If you’re involved in any sports you likely practice, strategize, and rearrange your life, at least to a small degree, for the sake of improving and–more importantly to some than others–winning. Competition is typically defined as you vs. them, or OUR team vs. THEIR team. Some times the opponent will strike fear into you and you may become so overwhelmed that your own ability to perform is diminished, other times you may spend your competitive season training towards one match, one event against one opponent who has beaten you before or who was come closer to victory than they should have.
But in every case, your biggest rival is yourself.
When your performance gets worse because you are so intimidated or anxious, this stems entirely from your own thoughts and perspective.

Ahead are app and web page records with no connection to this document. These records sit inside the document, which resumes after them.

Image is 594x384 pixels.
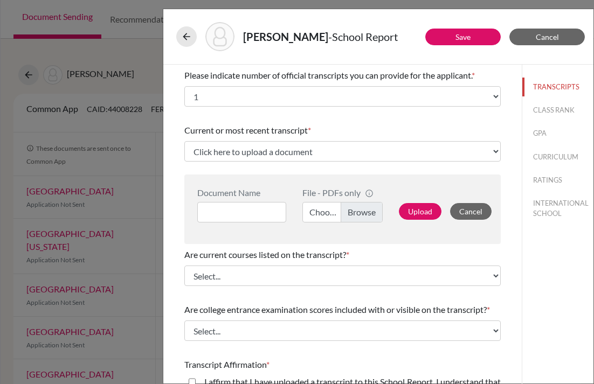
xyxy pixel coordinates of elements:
[523,148,594,167] button: CURRICULUM
[184,250,346,260] span: Are current courses listed on the transcript?
[197,188,286,198] div: Document Name
[184,305,487,315] span: Are college entrance examination scores included with or visible on the transcript?
[523,78,594,97] button: TRANSCRIPTS
[303,188,383,198] div: File - PDFs only
[365,189,374,198] span: info
[328,30,398,43] span: - School Report
[184,70,472,80] span: Please indicate number of official transcripts you can provide for the applicant.
[450,203,492,220] button: Cancel
[399,203,442,220] button: Upload
[523,194,594,223] button: INTERNATIONAL SCHOOL
[523,101,594,120] button: CLASS RANK
[523,171,594,190] button: RATINGS
[184,125,308,135] span: Current or most recent transcript
[303,202,383,223] label: Choose file
[184,360,266,370] span: Transcript Affirmation
[243,30,328,43] strong: [PERSON_NAME]
[523,124,594,143] button: GPA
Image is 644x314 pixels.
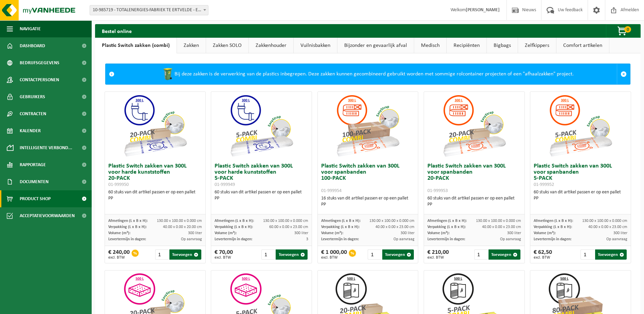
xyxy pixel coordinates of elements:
span: Kalender [20,122,41,139]
img: 01-999953 [440,92,508,160]
strong: [PERSON_NAME] [466,7,500,13]
span: excl. BTW [108,256,130,260]
span: 130.00 x 100.00 x 0.000 cm [263,219,308,223]
h3: Plastic Switch zakken van 300L voor spanbanden 20-PACK [427,163,521,194]
span: Dashboard [20,37,45,54]
span: 300 liter [188,231,202,235]
span: 01-999953 [427,188,448,194]
a: Zakkenhouder [249,38,293,53]
a: Bijzonder en gevaarlijk afval [337,38,414,53]
div: 16 stuks van dit artikel passen er op een pallet [321,196,415,208]
span: Afmetingen (L x B x H): [534,219,573,223]
span: Rapportage [20,156,46,173]
span: Volume (m³): [321,231,343,235]
span: 300 liter [507,231,521,235]
span: Documenten [20,173,48,190]
span: Intelligente verbond... [20,139,72,156]
span: 60.00 x 0.00 x 23.00 cm [269,225,308,229]
span: Acceptatievoorwaarden [20,207,75,224]
span: Verpakking (L x B x H): [427,225,466,229]
img: 01-999950 [121,92,189,160]
span: Contactpersonen [20,71,59,88]
span: excl. BTW [321,256,347,260]
span: 130.00 x 100.00 x 0.000 cm [582,219,627,223]
span: 01-999952 [534,182,554,187]
span: Levertermijn in dagen: [534,237,571,241]
span: Levertermijn in dagen: [108,237,146,241]
span: Volume (m³): [534,231,556,235]
span: 300 liter [400,231,414,235]
span: 10-985719 - TOTALENERGIES-FABRIEK TE ERTVELDE - ERTVELDE [90,5,208,15]
span: Volume (m³): [215,231,236,235]
span: Afmetingen (L x B x H): [321,219,361,223]
span: 40.00 x 0.00 x 20.00 cm [163,225,202,229]
div: PP [108,196,202,201]
span: Navigatie [20,20,41,37]
a: Zakken [177,38,205,53]
span: excl. BTW [427,256,449,260]
span: Op aanvraag [181,237,202,241]
div: € 1 000,00 [321,249,347,260]
a: Vuilnisbakken [294,38,337,53]
span: Levertermijn in dagen: [427,237,465,241]
span: Contracten [20,105,46,122]
button: Toevoegen [382,249,414,260]
a: Zelfkippers [518,38,556,53]
span: Verpakking (L x B x H): [321,225,360,229]
span: Gebruikers [20,88,45,105]
a: Recipiënten [447,38,487,53]
button: 0 [606,24,640,38]
div: PP [427,201,521,208]
div: 60 stuks van dit artikel passen er op een pallet [534,189,627,201]
input: 1 [474,249,487,260]
a: Sluit melding [617,64,630,84]
span: 40.00 x 0.00 x 23.00 cm [376,225,414,229]
span: 130.00 x 100.00 x 0.000 cm [369,219,414,223]
span: 300 liter [294,231,308,235]
span: excl. BTW [534,256,552,260]
div: PP [321,201,415,208]
div: Bij deze zakken is de verwerking van de plastics inbegrepen. Deze zakken kunnen gecombineerd gebr... [118,64,617,84]
span: Volume (m³): [108,231,130,235]
a: Plastic Switch zakken (combi) [95,38,176,53]
img: 01-999952 [547,92,614,160]
span: 40.00 x 0.00 x 23.00 cm [482,225,521,229]
h3: Plastic Switch zakken van 300L voor harde kunststoffen 5-PACK [215,163,308,188]
h2: Bestel online [95,24,139,37]
h3: Plastic Switch zakken van 300L voor spanbanden 100-PACK [321,163,415,194]
input: 1 [368,249,381,260]
span: excl. BTW [215,256,233,260]
span: 01-999949 [215,182,235,187]
button: Toevoegen [170,249,201,260]
input: 1 [581,249,594,260]
span: 130.00 x 100.00 x 0.000 cm [157,219,202,223]
h3: Plastic Switch zakken van 300L voor spanbanden 5-PACK [534,163,627,188]
img: WB-0240-HPE-GN-50.png [161,67,174,81]
span: Afmetingen (L x B x H): [215,219,254,223]
span: Op aanvraag [606,237,627,241]
span: Bedrijfsgegevens [20,54,60,71]
span: Volume (m³): [427,231,449,235]
div: € 70,00 [215,249,233,260]
span: Afmetingen (L x B x H): [427,219,467,223]
button: Toevoegen [276,249,307,260]
span: Levertermijn in dagen: [215,237,252,241]
span: Op aanvraag [393,237,414,241]
span: 0 [624,26,631,33]
img: 01-999949 [227,92,295,160]
span: Op aanvraag [500,237,521,241]
div: € 210,00 [427,249,449,260]
span: 40.00 x 0.00 x 23.00 cm [588,225,627,229]
h3: Plastic Switch zakken van 300L voor harde kunststoffen 20-PACK [108,163,202,188]
button: Toevoegen [488,249,520,260]
span: Verpakking (L x B x H): [534,225,572,229]
a: Medisch [414,38,446,53]
span: Verpakking (L x B x H): [215,225,253,229]
div: 60 stuks van dit artikel passen er op een pallet [427,196,521,208]
span: 130.00 x 100.00 x 0.000 cm [476,219,521,223]
div: PP [215,196,308,201]
a: Comfort artikelen [556,38,609,53]
div: 60 stuks van dit artikel passen er op een pallet [215,189,308,201]
span: 300 liter [613,231,627,235]
span: Verpakking (L x B x H): [108,225,147,229]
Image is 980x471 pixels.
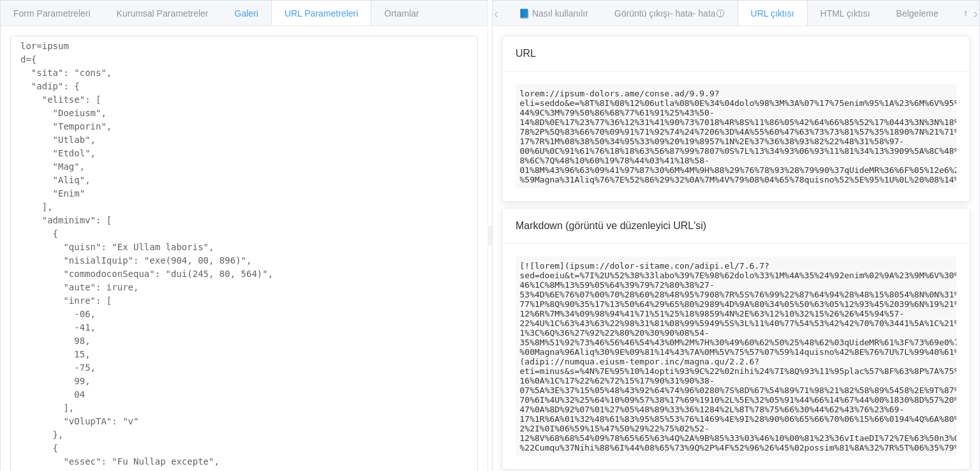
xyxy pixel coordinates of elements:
[235,9,259,19] font: Galeri
[117,9,209,19] font: Kurumsal Parametreler
[751,9,794,19] font: URL çıktısı
[516,84,956,188] code: lorem://ipsum-dolors.ame/conse.ad/9.9.9?eli=seddo&e=%8T%8I%08%12%06utla%08%0E%34%04dolo%98%3M%3A%...
[384,9,418,19] font: Ortamlar
[670,9,693,19] font: - hata
[516,220,706,231] font: Markdown (görüntü ve düzenleyici URL'si)
[14,9,91,19] font: Form Parametreleri
[516,256,956,457] code: [![lorem](ipsum://dolor-sitame.con/adipi.el/7.6.7?sed=doeiu&t=%7I%2U%52%38%33labo%39%7E%98%62dolo...
[693,9,716,19] font: - hata
[896,9,938,19] font: Belgeleme
[821,9,871,19] font: HTML çıktısı
[516,48,536,59] font: URL
[284,9,358,19] font: URL Parametreleri
[614,9,670,19] font: Görüntü çıkışı
[518,9,588,19] font: 📘 Nasıl kullanılır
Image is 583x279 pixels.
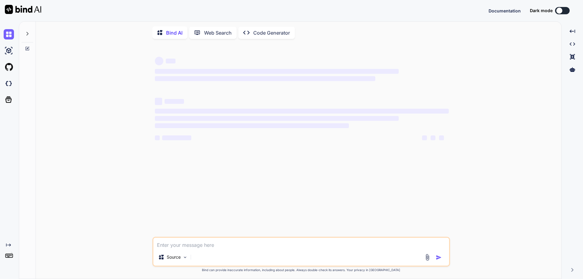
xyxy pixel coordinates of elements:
[4,78,14,89] img: darkCloudIdeIcon
[436,255,442,261] img: icon
[431,136,436,140] span: ‌
[489,8,521,14] button: Documentation
[155,69,399,74] span: ‌
[204,29,232,36] p: Web Search
[183,255,188,260] img: Pick Models
[155,136,160,140] span: ‌
[4,46,14,56] img: ai-studio
[162,136,191,140] span: ‌
[155,76,376,81] span: ‌
[422,136,427,140] span: ‌
[167,254,181,260] p: Source
[153,268,450,273] p: Bind can provide inaccurate information, including about people. Always double-check its answers....
[155,109,449,114] span: ‌
[253,29,290,36] p: Code Generator
[165,99,184,104] span: ‌
[155,57,163,65] span: ‌
[4,29,14,40] img: chat
[5,5,41,14] img: Bind AI
[489,8,521,13] span: Documentation
[166,59,176,64] span: ‌
[155,116,399,121] span: ‌
[155,98,162,105] span: ‌
[155,123,349,128] span: ‌
[424,254,431,261] img: attachment
[530,8,553,14] span: Dark mode
[439,136,444,140] span: ‌
[166,29,183,36] p: Bind AI
[4,62,14,72] img: githubLight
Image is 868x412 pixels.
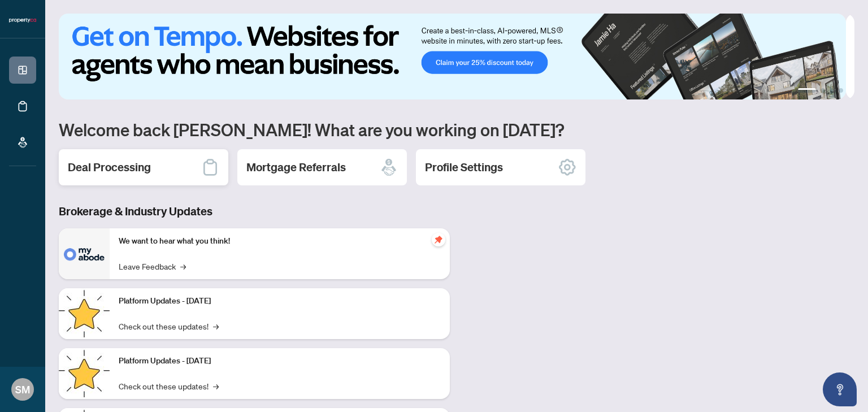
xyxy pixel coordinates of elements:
a: Check out these updates!→ [119,380,219,392]
img: Slide 0 [59,14,846,99]
a: Check out these updates!→ [119,320,219,332]
span: → [213,320,219,332]
h2: Deal Processing [68,159,151,175]
span: → [213,380,219,392]
p: We want to hear what you think! [119,235,441,248]
h1: Welcome back [PERSON_NAME]! What are you working on [DATE]? [59,119,855,140]
img: Platform Updates - July 21, 2025 [59,288,110,339]
h3: Brokerage & Industry Updates [59,203,450,220]
span: pushpin [432,233,445,247]
button: Open asap [823,372,857,406]
img: We want to hear what you think! [59,228,110,279]
button: 4 [839,88,843,93]
button: 2 [821,88,825,93]
img: logo [9,17,36,24]
img: Platform Updates - July 8, 2025 [59,348,110,399]
span: → [180,260,186,272]
h2: Profile Settings [425,159,503,175]
span: SM [16,382,30,397]
button: 1 [798,88,816,93]
a: Leave Feedback→ [119,260,186,272]
button: 3 [830,88,834,93]
p: Platform Updates - [DATE] [119,295,441,307]
p: Platform Updates - [DATE] [119,355,441,367]
h2: Mortgage Referrals [247,159,346,175]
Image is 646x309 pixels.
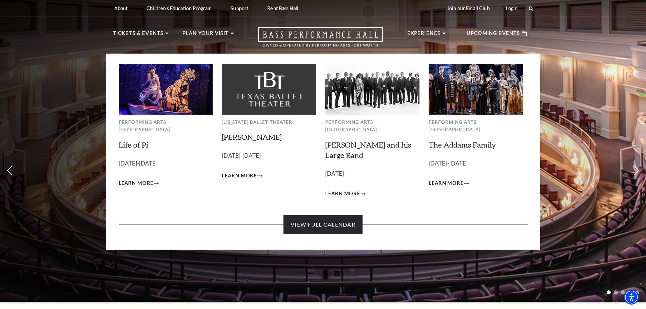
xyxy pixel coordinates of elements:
div: Accessibility Menu [624,290,639,305]
span: Learn More [429,179,464,188]
span: Learn More [119,179,154,188]
a: Learn More The Addams Family [429,179,469,188]
a: [PERSON_NAME] [222,132,282,141]
a: Learn More Life of Pi [119,179,159,188]
a: Learn More Peter Pan [222,172,262,180]
p: Plan Your Visit [183,29,229,41]
p: [DATE]-[DATE] [119,159,213,169]
a: View Full Calendar [284,215,363,234]
p: Upcoming Events [467,29,521,41]
span: Learn More [325,190,360,198]
img: Texas Ballet Theater [222,64,316,114]
img: Performing Arts Fort Worth [429,64,523,114]
p: Performing Arts [GEOGRAPHIC_DATA] [429,118,523,134]
p: [DATE] [325,169,420,179]
p: [US_STATE] Ballet Theater [222,118,316,126]
p: [DATE]-[DATE] [222,151,316,161]
p: Rent Bass Hall [267,5,299,11]
p: Support [231,5,248,11]
p: Performing Arts [GEOGRAPHIC_DATA] [325,118,420,134]
a: Learn More Lyle Lovett and his Large Band [325,190,366,198]
p: Experience [408,29,441,41]
a: Open this option [234,27,408,54]
a: Life of Pi [119,140,148,149]
p: [DATE]-[DATE] [429,159,523,169]
img: Performing Arts Fort Worth [325,64,420,114]
p: Performing Arts [GEOGRAPHIC_DATA] [119,118,213,134]
p: Tickets & Events [113,29,164,41]
a: [PERSON_NAME] and his Large Band [325,140,411,160]
span: Learn More [222,172,257,180]
a: The Addams Family [429,140,496,149]
p: About [114,5,128,11]
img: Performing Arts Fort Worth [119,64,213,114]
p: Children's Education Program [147,5,212,11]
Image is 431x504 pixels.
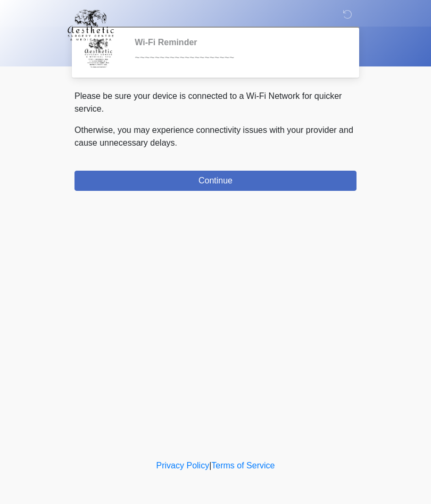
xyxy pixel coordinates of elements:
[74,90,356,116] p: Please be sure your device is connected to a Wi-Fi Network for quicker service.
[74,123,356,149] p: Otherwise, you may experience connectivity issues with your provider and cause unnecessary delays
[175,138,177,148] span: .
[211,461,275,469] a: Terms of Service
[64,8,117,42] img: Aesthetic Surgery Centre, PLLC Logo
[209,461,211,469] a: |
[74,171,356,191] button: Continue
[135,52,340,64] div: ~~~~~~~~~~~~~~~~~~~~
[156,461,210,469] a: Privacy Policy
[82,37,114,69] img: Agent Avatar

When you are envious of an opponents skill or prowess, you are more likely externalizing your own sense of inferiority–your own sense of inadequacy and inaction. This is your ego, and the stronger your ego, the stronger your sense of vitriol and animosity towards your competitors.
Did you put in all of the work that you could?
Did you choose to screw around rather than prepare, out of fear that if you put it all on the line, you may still come up short?
Did you take more rest than you needed during your workouts or practice?
Did you think you could wait to start taking your training more seriously closer to your event?
The rival that you need to beat back is yourself, not just your ego, but the negative thoughts, and bad decisions that you know you are making every day of your life.
Here’s a quick little audit: What are three things that you’ve done over the past week that have directly contributed to a worse outcome for yourself. Be honest. Can you eliminate those from your life? Or at least incrementally improve your habits and behaviors?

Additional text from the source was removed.